WORK TO COMPLETE
Down to the last line, print the entries below exactly, and keep every picture out of the copy.

GIVEN DATA

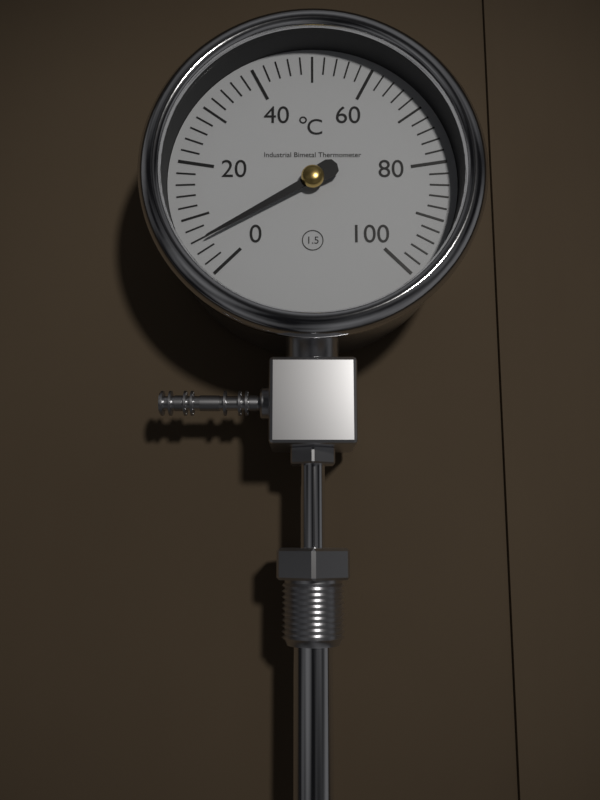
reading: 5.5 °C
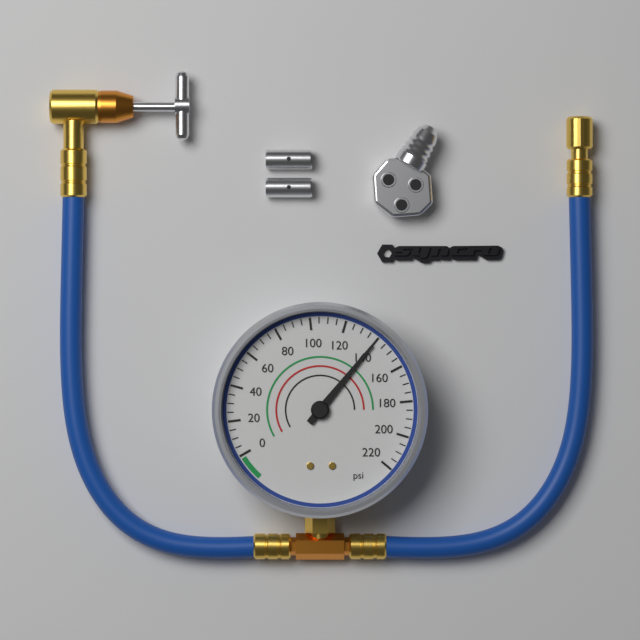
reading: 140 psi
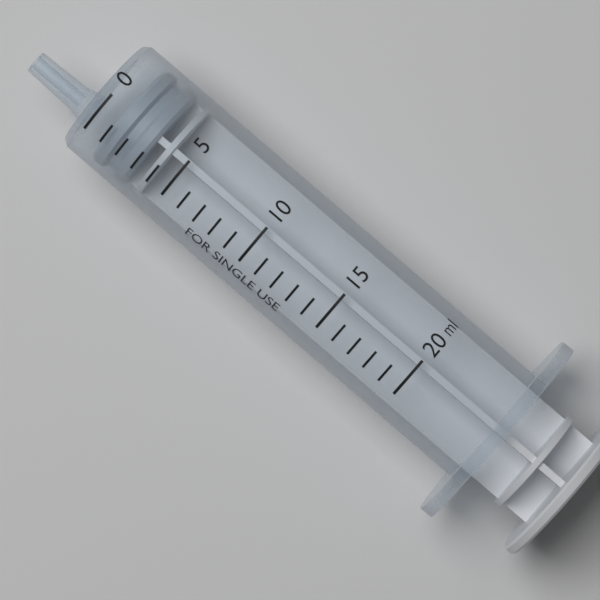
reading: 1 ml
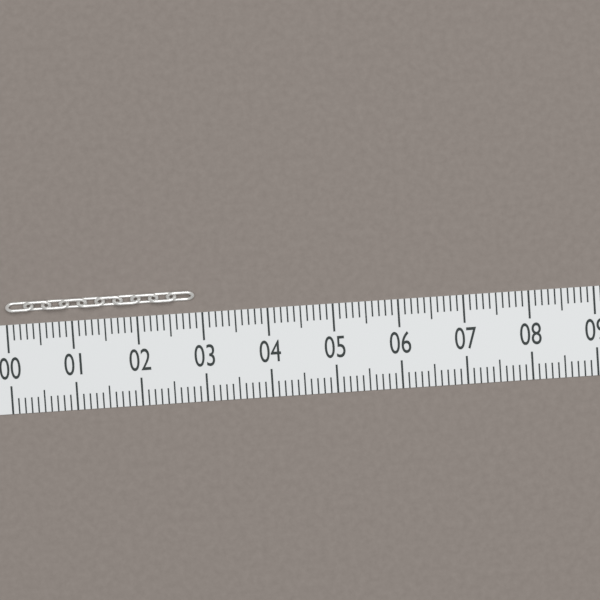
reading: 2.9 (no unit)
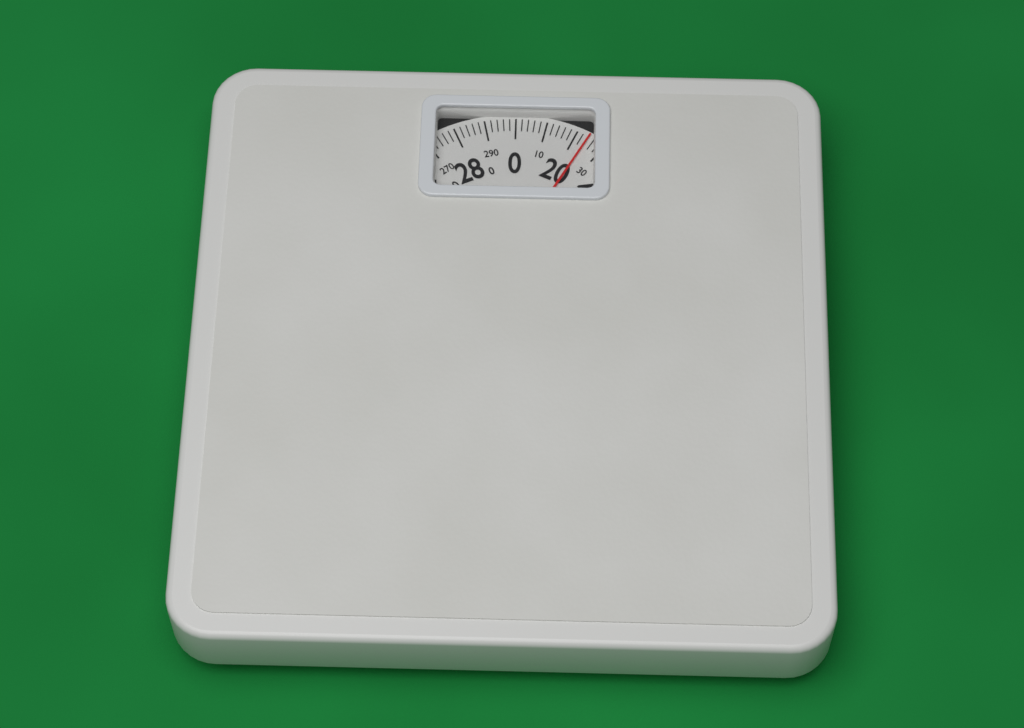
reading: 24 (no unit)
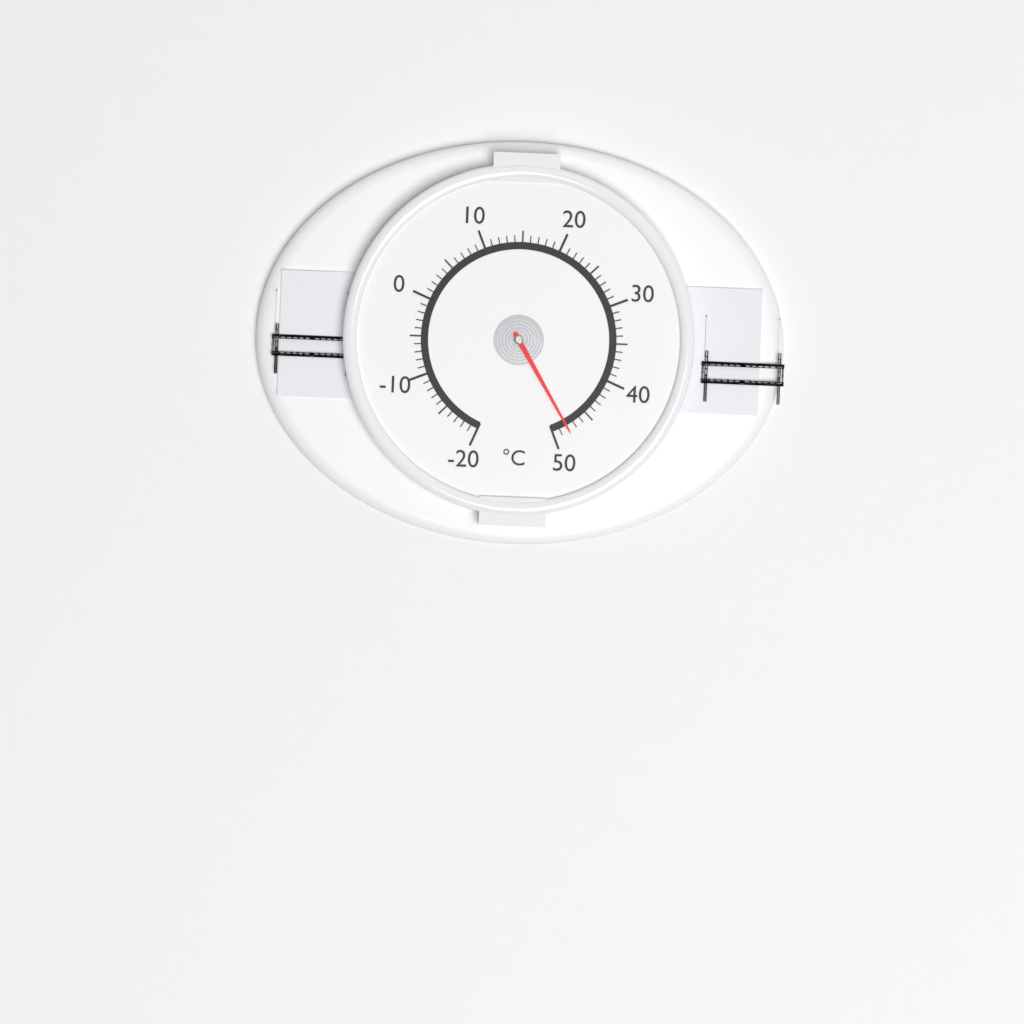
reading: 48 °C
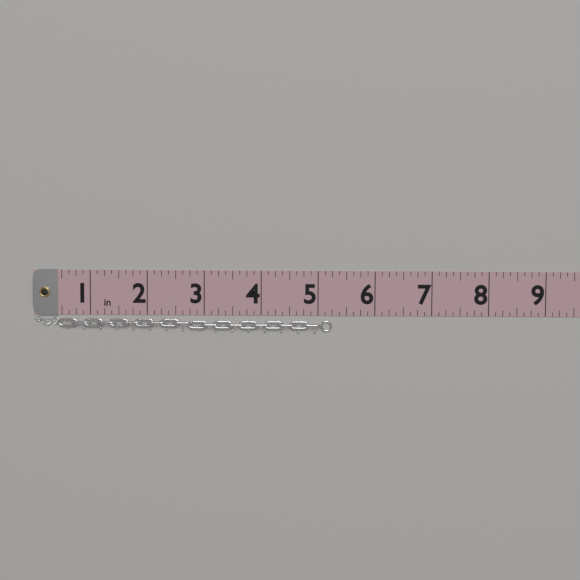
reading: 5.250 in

YOUR SOLUTION
reading: 5.5 °C
reading: 140 psi
reading: 1 ml
reading: 2.9 (no unit)
reading: 24 (no unit)
reading: 48 °C
reading: 5.250 in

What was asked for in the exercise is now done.